Warts and all, the U.N. has purpose
Like the humans who compose them, no institution is without flaws. In both cases, we can only hope that, on balance, the good outweighs the rest.
For the better part of its 78 years and by most accounts, that’s been true of the United Nations. How so for such a behemoth of complexity and controversy? Because compared with the centuries before it was formed on the heels of WWII, the world has enjoyed the U.N.’s primary objective of relative peace — a fact we have become so used to, we tend to forget what that means. No world wars (fewer wars in general) means increased personal safety, economic growth both within nations and between them, greater development and more opportunity for more people.
All of that equates to stability, and a stable world benefits everyone. Even if all you look at is money, consider Ukraine, whose invasion by Russia has caused supply chain problems for the U.S. and others.
While the organization Presidents Biden and Zelensky spoke to last week does good, both also acknowledged that it needs to change.

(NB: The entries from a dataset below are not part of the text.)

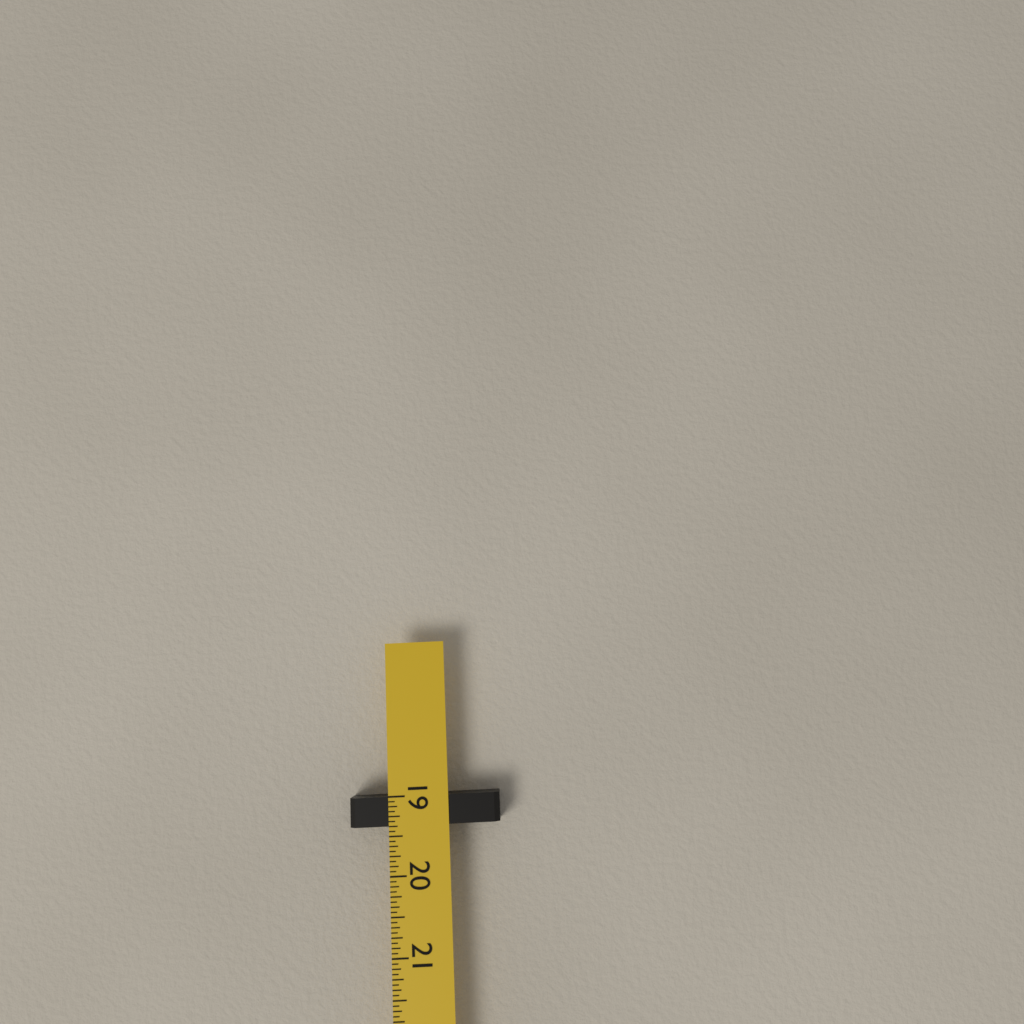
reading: 19.3750 in
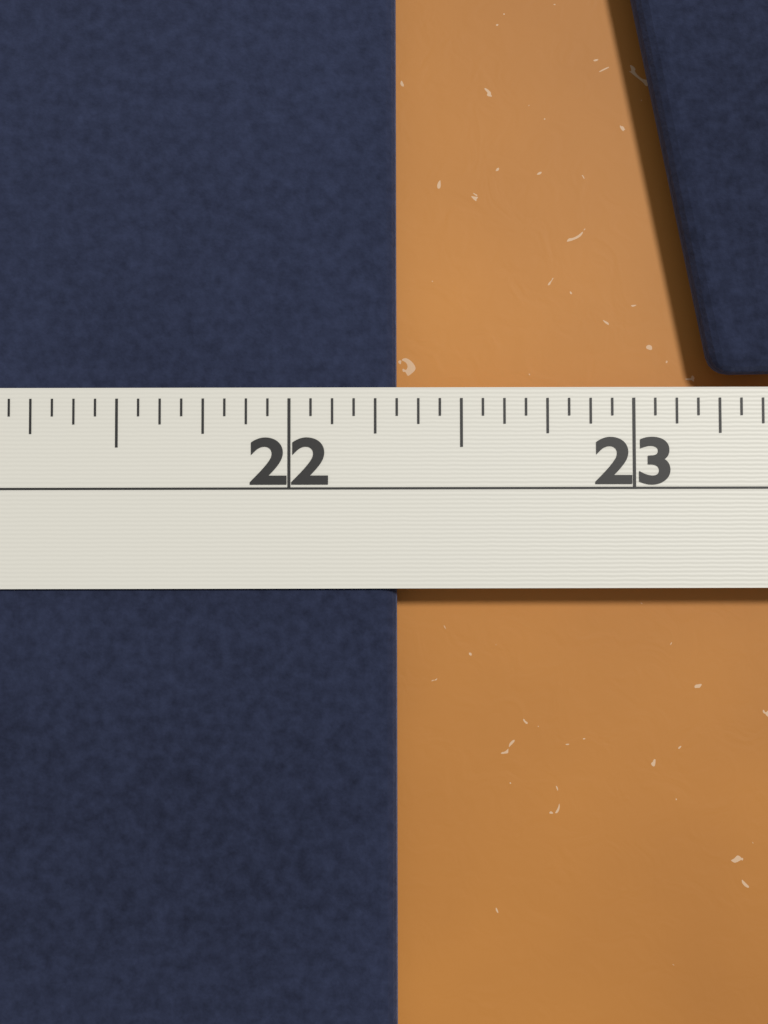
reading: 22.3125 in
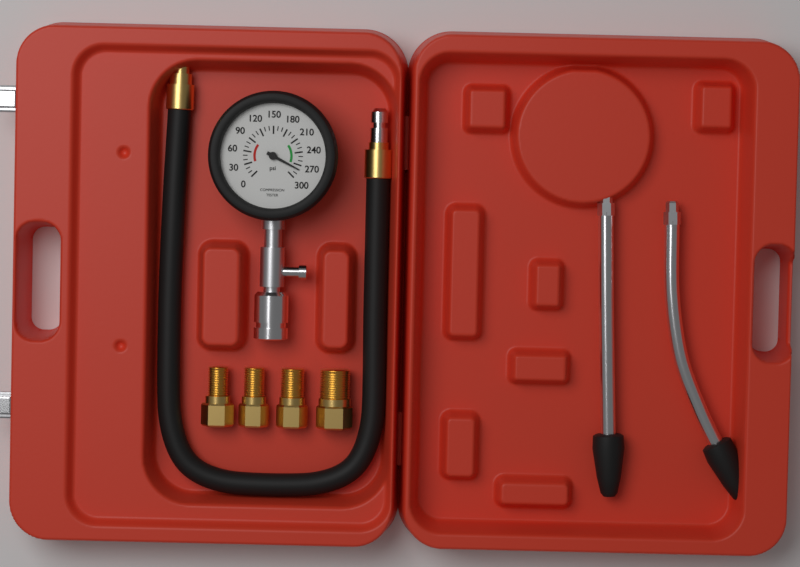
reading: 280 psi
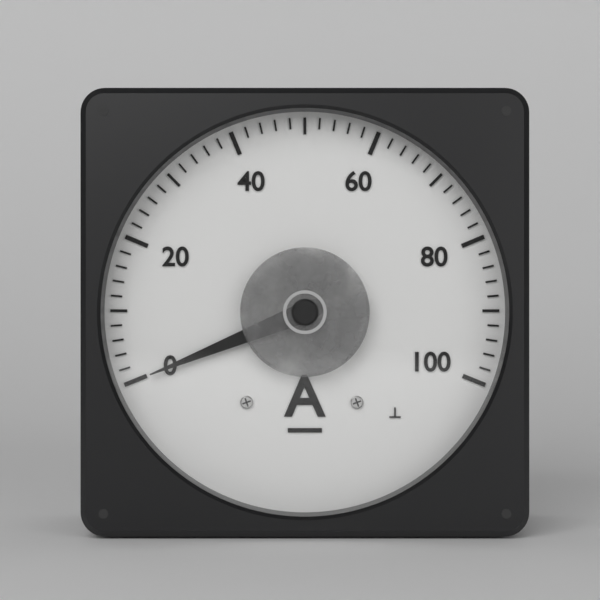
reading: 0 A
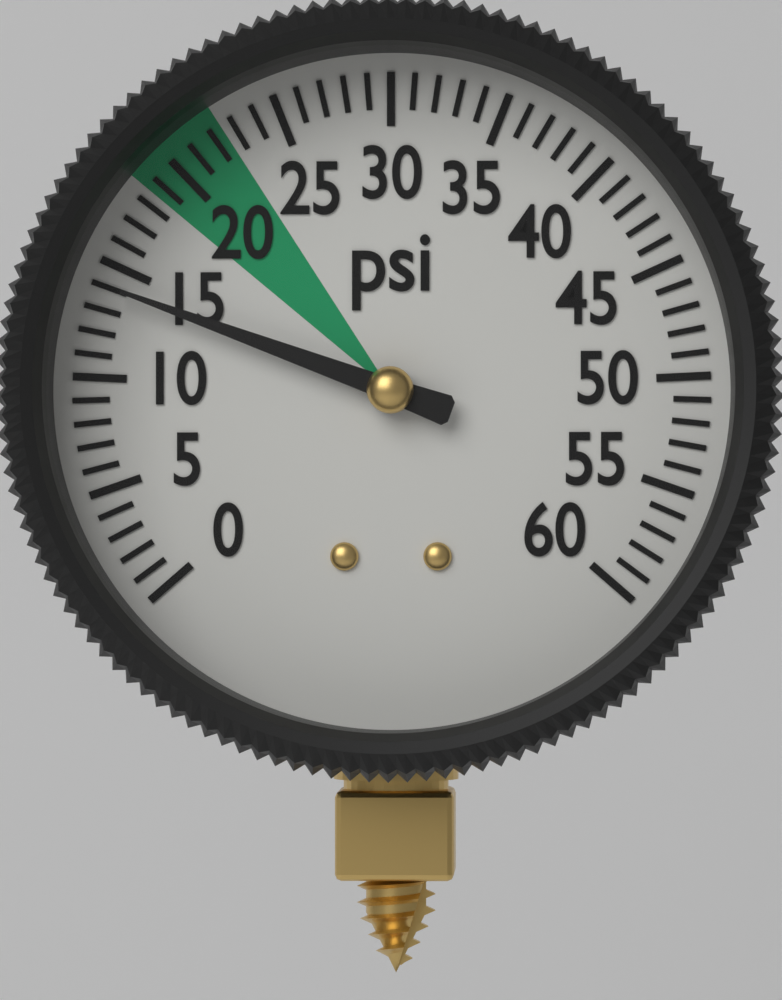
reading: 14 psi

Trying to agree on simply identifying the issues, let alone coordinate action, among 193 nations is like trying to get consensus in today’s Congress. Almost Sisyphean.
Still, the effort has to be made. When it wasn’t, two world wars and endless skirmishes made life intolerable. Poverty and starvation were far more widespread and intense than they are today, which contributed to global instability both political and economic.
The second secretary general Dag Hammarskjöld put it best when he said the U.N. “was created not to lead mankind to heaven but to save humanity from hell.”
Exactly how big a part the U.N. plays in holding Armageddon at bay has divided historians, but few doubt that since it was set up in 1945 its agencies have been largely responsible for saving millions, especially children, from other kinds of hell. Rampant poverty and starvation rates plummeted, as did children’s mortality and serious illnesses.
“In 1950, 70% of the world’s population lived in absolute poverty. Because of the absence of major war, today that number is under 10%. People need to understand the relationship between these (U.N. organizational) rules and the benefits they enjoy,” said John Herbst, former U.S. ambassador to Ukraine, in a CNN interview.
Of course, its member-states and the organization itself have changed a lot since then, and certain criticisms are well earned.
At times, the U.N. has acted as life-saving peacekeeper in volatile settings, and at others, it stood by as genocide raged. Bureaucracy, accusations of corruption, and the undemocratic veto power of its five permanent members (U.S., Russia, China, France, U.K.), not to mention its massive budget, understandably infuriate. Its outdated structure is poorly adapted to this modern world. It has undemocratic features, even as it acts as an equalizer with a one-nation-one-vote assembly. It’s as inconsistent as national politics and possibly the most inefficient international organization.
It needs work, a lot of work. The lack of faith in its current iteration is justifiable.
Yet despite it all, on-the-ground volunteers and former staff who’ve seen the lives, circumstances and communities it’s changed say if the U.N. didn’t exist, we’d have to invent it. From neighborhood associations to boardrooms and legislatures, humans must meet to find ways to get along for mutual benefit, or we risk mutual destruction.
Without a ready international forum and some agreed-upon rules of basic behavior, aggressive, unprovoked invasions such as what Ukraine yet endures would be all-too common, as it once was in this world. Without such a forum, we couldn’t solve cross-border problems such as immigration or climate change and their causes (poverty, pollution, war, economic conditions).
If anything, we need that more than we did in 1950, because the world is far more interdependent today. From weather to jobs and food, almost no human essential is untouched by hands across the globe.